======== ENTRIES PROVIDED ========

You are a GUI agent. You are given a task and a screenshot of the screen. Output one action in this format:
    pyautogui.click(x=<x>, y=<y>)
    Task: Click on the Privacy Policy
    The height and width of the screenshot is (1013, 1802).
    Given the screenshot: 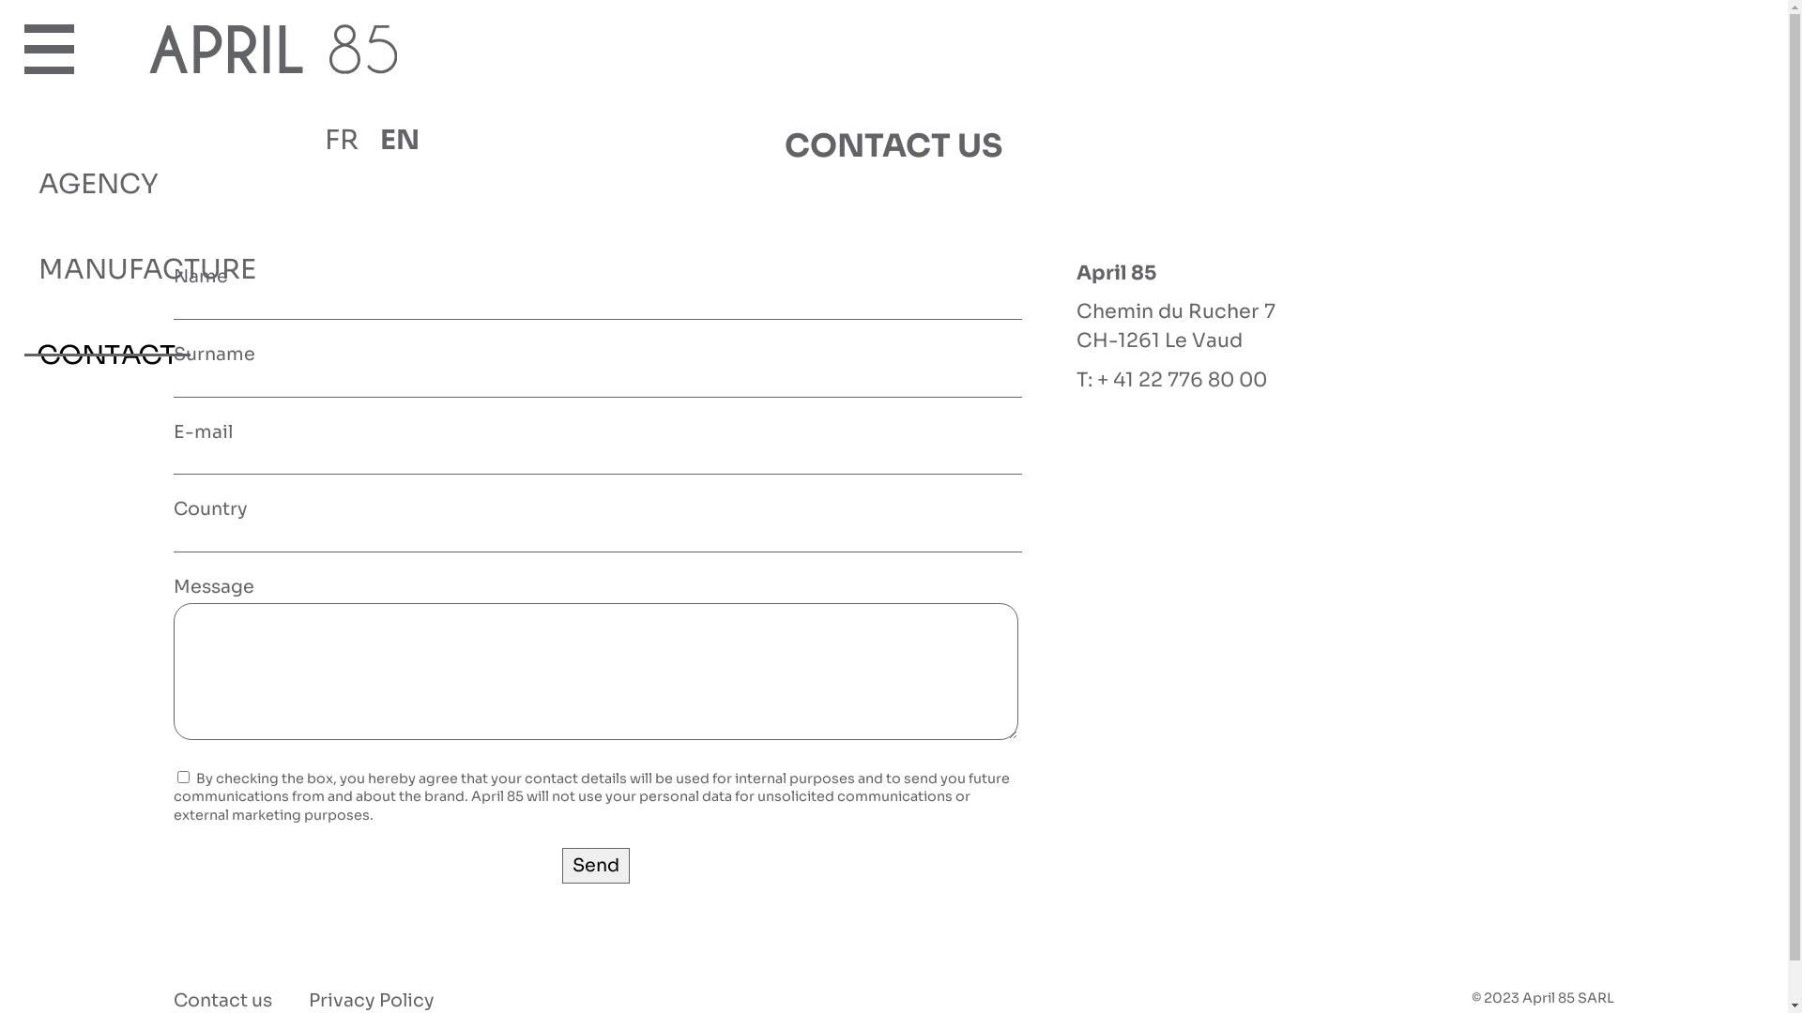 What is the action you would take?
    pyautogui.click(x=372, y=1000)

========

The line with "The height and" marks the end; reproduce exactly every line from the start of the entries up to it, that line included.

You are a GUI agent. You are given a task and a screenshot of the screen. Output one action in this format:
    pyautogui.click(x=<x>, y=<y>)
    Task: Click on the Privacy Policy
    The height and width of the screenshot is (1013, 1802).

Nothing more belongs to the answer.